Here is the link to question and answer:
amz forum
So, now, the question is 'What formula do they use?'
Let me know if you come up with an idea :)
Let me tell you first that if you're not the part of the Amazon data team you can't get the sales numbers of any product. And, its probably not easy to estimate sales using Amazon advertising API. You need to constantly track a huge number of products to estimate the sales. Here I can explain how AMZ Insight an Amazon tracking tool estimates the sales of any product.
They constantly track a few thousand products from all the categories and collect massive data. Then their in-house data scientist analyze the data to form the sales estimating algorithm. Relationship of multiple data points plots a scattered graph which means of course sales estimates are not 100 percent right.
Data is continuously gathered and analyzed by tracking the Best Seller Rank (BSR), Buybox, reviews and more factors. Then the relationship between this data is formed to come up with the unit sales. Once this relationship is in place then it is much easier to estimate monthly sales and revenue for the product.
I am currently doing a customer segmentation project in SAS.
I have identified 2700 customers who are have made a purchase in each of the 4 years I am analysing.
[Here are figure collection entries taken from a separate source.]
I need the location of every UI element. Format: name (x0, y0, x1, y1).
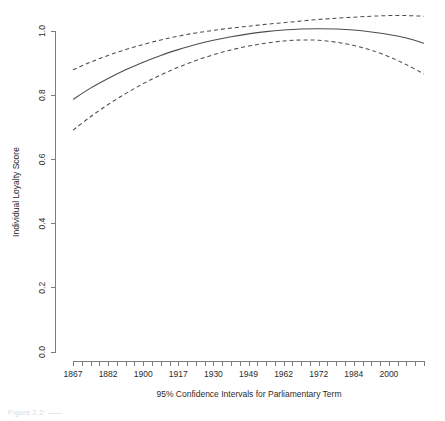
upper-confidence-curve (73, 16, 424, 70)
y-tick-label: 0.6 (37, 153, 47, 165)
x-axis-title: 95% Confidence Intervals for Parliamenta… (156, 389, 341, 399)
figure-caption: Figure 2.2: —— (8, 409, 63, 416)
x-tick-label: 1962 (274, 369, 293, 379)
x-axis: 1867188219001917193019491962197219842000 (64, 361, 425, 379)
y-tick-label: 0.0 (37, 346, 47, 358)
loyalty-score-chart: 0.00.20.40.60.81.0 186718821900191719301… (0, 0, 445, 421)
figure-container: 0.00.20.40.60.81.0 186718821900191719301… (0, 0, 445, 421)
y-tick-label: 0.4 (37, 217, 47, 229)
lower-confidence-curve (73, 40, 424, 130)
data-series-group (73, 16, 424, 131)
x-tick-label: 1900 (134, 369, 153, 379)
y-axis-ticks (51, 31, 56, 352)
x-tick-label: 1984 (344, 369, 363, 379)
x-axis-ticks (74, 361, 425, 366)
x-axis-tick-labels: 1867188219001917193019491962197219842000 (64, 369, 399, 379)
x-tick-label: 1930 (204, 369, 223, 379)
y-axis: 0.00.20.40.60.81.0 (37, 25, 56, 358)
x-tick-label: 1882 (99, 369, 118, 379)
x-tick-label: 1949 (239, 369, 258, 379)
x-tick-label: 2000 (379, 369, 398, 379)
x-tick-label: 1917 (169, 369, 188, 379)
y-tick-label: 0.8 (37, 89, 47, 101)
y-axis-title: Individual Loyalty Score (11, 147, 21, 237)
y-tick-label: 0.2 (37, 282, 47, 294)
x-tick-label: 1972 (309, 369, 328, 379)
fitted-loyalty-curve (73, 29, 424, 100)
x-tick-label: 1867 (64, 369, 83, 379)
y-axis-tick-labels: 0.00.20.40.60.81.0 (37, 25, 47, 358)
y-tick-label: 1.0 (37, 25, 47, 37)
For the cluster analysis the more purchases/customer each year the better the data quality is. However as I become more selective over number of purchases needed each year per customer, the less customers can be considered in the cluster analysis.
How should I go about choosing the cutoff point for the number of purchases necessary per customer per year to be considered for analysis. I am struggling with this trade off between data quality and having enough customers for analysis.
Thanks a lot! :)
There is no correct way. It entirely depends on your data.
Clustering such data is "magic" and the results tend to be all but statistically sound. More like random gueses.
Because of this, always try multiple parameters and carefully inspect the results. No equation ever will tell you what a good clustering is.